According to the preliminary results from the registration, issued by STAE on Thursday, 3,910,744 voters registered out of an estimated potential electorate of 4,328,818, or 90.34 per cent.
This figure is much lower than in previous STAE announcements. That is because the registration took place in all districts which contain municipalities, which gave a figure for the estimated electorate of 7,599,200.
However, the municipal elections scheduled for 10 October will only take place in the municipal areas, and so the latest STAE data omit those parts of districts which are not in municipalities.
Some of the municipalities greatly exceeded their target figures. Thus the six municipalities in the southern province of Gaza, taken together, registered 130.6 per cent of the electorate that the National Statistics Institute (INE) estimated, based on the population census of August 2017.
Within Gaza, the town of Mandlakazi registered an astonishing 363.6 per cent of its target.
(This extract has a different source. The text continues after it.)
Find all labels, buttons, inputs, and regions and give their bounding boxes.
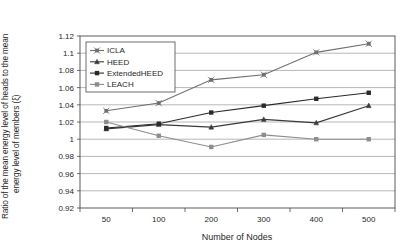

The STAE target for Mandlakazi was only 5,790, making it the smallest municipality in the country. The number of voters who registered was 21,056.
But there is something seriously wrong about the initial Mandlakazi estimate, since at the last local elections, in 2013, the total number of registered voters was 10,841. The Mandlakazi electorate cannot have shrunk by almost 50 per cent in five years.
There is a similar problem, albeit not so acute, in the Bilene Beach municipality, also in Gaza. The target figure was 5,861, and 8,240 voters were registered, a success rate of 140.6 per cent. But in 2013, the registered electorate in Bilene was 5,941. There seems no good reason why the population of Bilene, a busy tourist resort, would have declined in the past five years.
Other provinces that exceeded their targets were in the centre of the country – Tete (118.04 per cent), Manica (107.57 per cent) and Sofala (104.98 per cent). All four municipalities in Tete beat their targets, and none more so that Ulongue, with 227.58 per cent (registering 21,509 people, when the target was 9,451). But in 2013, the registered electorate in Ulongue was 19,224. So this also seems to be a case where the initial target was a gross underestimate of the number of people of voting age in the municipality.
At the other end of the scale, the province with the worst registration figure was Maputo City. Only 616,082 voters registered out of a target of 796,965 – or 77.3 per cent. Within Maputo, the lowest registration rate (67.53 per cent) came from the Kampfumo urban district, right in the heart of the city, which is the richest and most literate few square kilometres in the country.
Contacted by AIM, STAE spokesperson Claudio Langa said that the estimates for the potential electorate in each of the municipalities were provided by INE. STAE could thus not explain cases such as Mandlakazi, where the target figure was much lower than the 2013 registered electorate.
Langa said these figures are still only preliminary because STAE must now centralise all the data from the provinces on the same computerised data base, and check them for any mistakes or for people who may have registered more than once. The data are then sent to the National Elections Commission (CNE), and only after the CNE has validated them are they considered definitive.